Friday, May 21, 2010

Death Penalty Likely Issue in California Elections

The California Democratic Party has formally come out in favor of abolishing the death Penalty. According to the San Francisco Chronicle, the platform plank was approved April 18 at the party's convention in Los Angeles. The plank includes a declaration that Democrats will "replace the death penalty with a term of permanent incarceration, which will serve to protect the public, provide swift and certain justice for victims' families, and save the state an estimated $1 billion over the next five years."

The Chronicle reported that nationally, the Democratic platform backed capital punishment from 1992 through 2000 but took no position in 2004, with death penalty opponent John Kerry heading the ticket. The platform in 2008, with Barack Obama as the candidate, said only that "the death penalty must not be arbitrary," and that defendants should have competent lawyers and access to DNA testing.

California has the nation's largest Death Row, with more than 700 inmates, but has executed only 13 men since 1992, when the current law was implemented. Executions have been on hold since 2006, when a federal judge found that the state's lethal injection methods could inflict prolonged and excruciating pain on a condemned inmate. However, the U.S. Supreme Court has found that lethal injection does not violate the Eighth Amendment ban against cruel and unusual punishment, Baze v. Rees, 553 U.S. 35 (2008).

According to the Chronicle, Republican candidates are likely to raise the capital-punishment issue this fall against Attorney General Jerry Brown the likely Democratic nominee. Brown has been an outspoken opponent of the death penalty. The state Republican Party platform supports the death penalty for murder.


■ **What is required**
Copy every entry verbatim and skip the pictures.

Segment Start: Provided data

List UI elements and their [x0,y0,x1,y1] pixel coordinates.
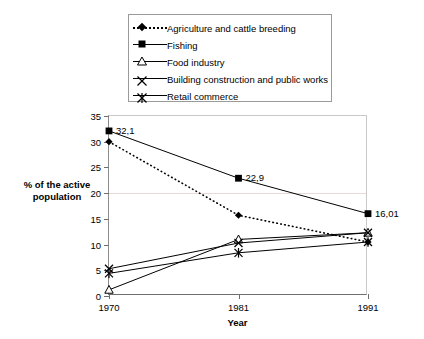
legend-item-agriculture: Agriculture and cattle breeding [133,20,331,36]
chart-legend: Agriculture and cattle breeding Fishing … [128,14,332,102]
data-series-layer [109,116,368,296]
data-label: 16,01 [375,207,399,218]
square-marker-icon [106,128,113,135]
series-line [109,131,368,214]
x-tick-label: 1981 [228,302,249,313]
legend-item-food-industry: Food industry [133,54,331,70]
diamond-marker-icon [105,138,112,145]
series-agriculture-and-cattle-breeding [105,138,371,245]
y-tick-label: 0 [96,291,101,302]
y-tick-label: 20 [90,188,101,199]
x-tick [368,294,369,299]
y-tick-label: 25 [90,162,101,173]
x-marker-icon [137,73,148,84]
x-tick-label: 1991 [357,302,378,313]
data-label: 32,1 [116,124,135,135]
triangle-marker-icon [137,56,148,66]
y-tick-label: 10 [90,239,101,250]
legend-key-retail-commerce [133,89,167,103]
y-axis-title-line2: population [14,191,100,203]
square-marker-icon [139,41,146,48]
legend-label-fishing: Fishing [167,40,198,51]
legend-label-retail-commerce: Retail commerce [167,91,238,102]
legend-key-fishing [133,38,167,52]
y-tick-label: 15 [90,213,101,224]
square-marker-icon [235,175,242,182]
diamond-marker-icon [138,23,146,31]
legend-item-fishing: Fishing [133,37,331,53]
series-fishing [106,128,372,218]
legend-key-building-construction [133,72,167,86]
y-axis-title: % of the active population [14,179,100,203]
legend-item-retail-commerce: Retail commerce [133,88,331,104]
x-axis-title: Year [108,317,367,328]
chart-figure: Agriculture and cattle breeding Fishing … [0,0,424,339]
data-label: 22,9 [246,172,265,183]
diamond-marker-icon [235,212,242,219]
legend-key-agriculture [133,21,167,35]
y-tick-label: 35 [90,111,101,122]
asterisk-marker-icon [137,90,148,101]
legend-label-building-construction: Building construction and public works [167,74,328,85]
plot-area: 05101520253035 197019811991 32,122,916,0… [108,115,367,295]
legend-label-agriculture: Agriculture and cattle breeding [167,23,296,34]
triangle-marker-icon [105,285,113,293]
series-food-industry [105,228,372,293]
legend-key-food-industry [133,55,167,69]
series-line [109,242,368,273]
series-line [109,142,368,242]
legend-item-building-construction: Building construction and public works [133,71,331,87]
x-tick-label: 1970 [98,302,119,313]
y-tick-label: 5 [96,265,101,276]
y-axis-title-line1: % of the active [14,179,100,191]
legend-label-food-industry: Food industry [167,57,225,68]
square-marker-icon [365,210,372,217]
y-tick-label: 30 [90,136,101,147]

Segment End: Provided data

■ **Solved exercise**
List UI elements and their [x0,y0,x1,y1] pixel coordinates.
legend-item-agriculture: Agriculture and cattle breeding [133,20,331,36]
chart-legend: Agriculture and cattle breeding Fishing … [128,14,332,102]
data-series-layer [109,116,368,296]
data-label: 16,01 [375,207,399,218]
square-marker-icon [106,128,113,135]
series-line [109,131,368,214]
x-tick-label: 1981 [228,302,249,313]
legend-item-food-industry: Food industry [133,54,331,70]
diamond-marker-icon [105,138,112,145]
series-agriculture-and-cattle-breeding [105,138,371,245]
y-tick-label: 0 [96,291,101,302]
y-tick-label: 20 [90,188,101,199]
x-tick [368,294,369,299]
y-tick-label: 25 [90,162,101,173]
x-marker-icon [137,73,148,84]
x-tick-label: 1991 [357,302,378,313]
data-label: 32,1 [116,124,135,135]
triangle-marker-icon [137,56,148,66]
y-tick-label: 10 [90,239,101,250]
legend-key-retail-commerce [133,89,167,103]
y-axis-title-line2: population [14,191,100,203]
square-marker-icon [139,41,146,48]
legend-label-fishing: Fishing [167,40,198,51]
legend-label-retail-commerce: Retail commerce [167,91,238,102]
legend-key-fishing [133,38,167,52]
y-tick-label: 15 [90,213,101,224]
square-marker-icon [235,175,242,182]
diamond-marker-icon [138,23,146,31]
legend-item-fishing: Fishing [133,37,331,53]
series-fishing [106,128,372,218]
legend-key-building-construction [133,72,167,86]
y-axis-title: % of the active population [14,179,100,203]
legend-item-retail-commerce: Retail commerce [133,88,331,104]
x-axis-title: Year [108,317,367,328]
chart-figure: Agriculture and cattle breeding Fishing … [0,0,424,339]
data-label: 22,9 [246,172,265,183]
diamond-marker-icon [235,212,242,219]
legend-key-agriculture [133,21,167,35]
y-tick-label: 35 [90,111,101,122]
asterisk-marker-icon [137,90,148,101]
legend-label-building-construction: Building construction and public works [167,74,328,85]
plot-area: 05101520253035 197019811991 32,122,916,0… [108,115,367,295]
legend-label-agriculture: Agriculture and cattle breeding [167,23,296,34]
triangle-marker-icon [105,285,113,293]
series-food-industry [105,228,372,293]
legend-key-food-industry [133,55,167,69]
series-line [109,242,368,273]
series-line [109,142,368,242]
legend-item-building-construction: Building construction and public works [133,71,331,87]
x-tick-label: 1970 [98,302,119,313]
y-tick-label: 5 [96,265,101,276]
y-axis-title-line1: % of the active [14,179,100,191]
legend-label-food-industry: Food industry [167,57,225,68]
square-marker-icon [365,210,372,217]
y-tick-label: 30 [90,136,101,147]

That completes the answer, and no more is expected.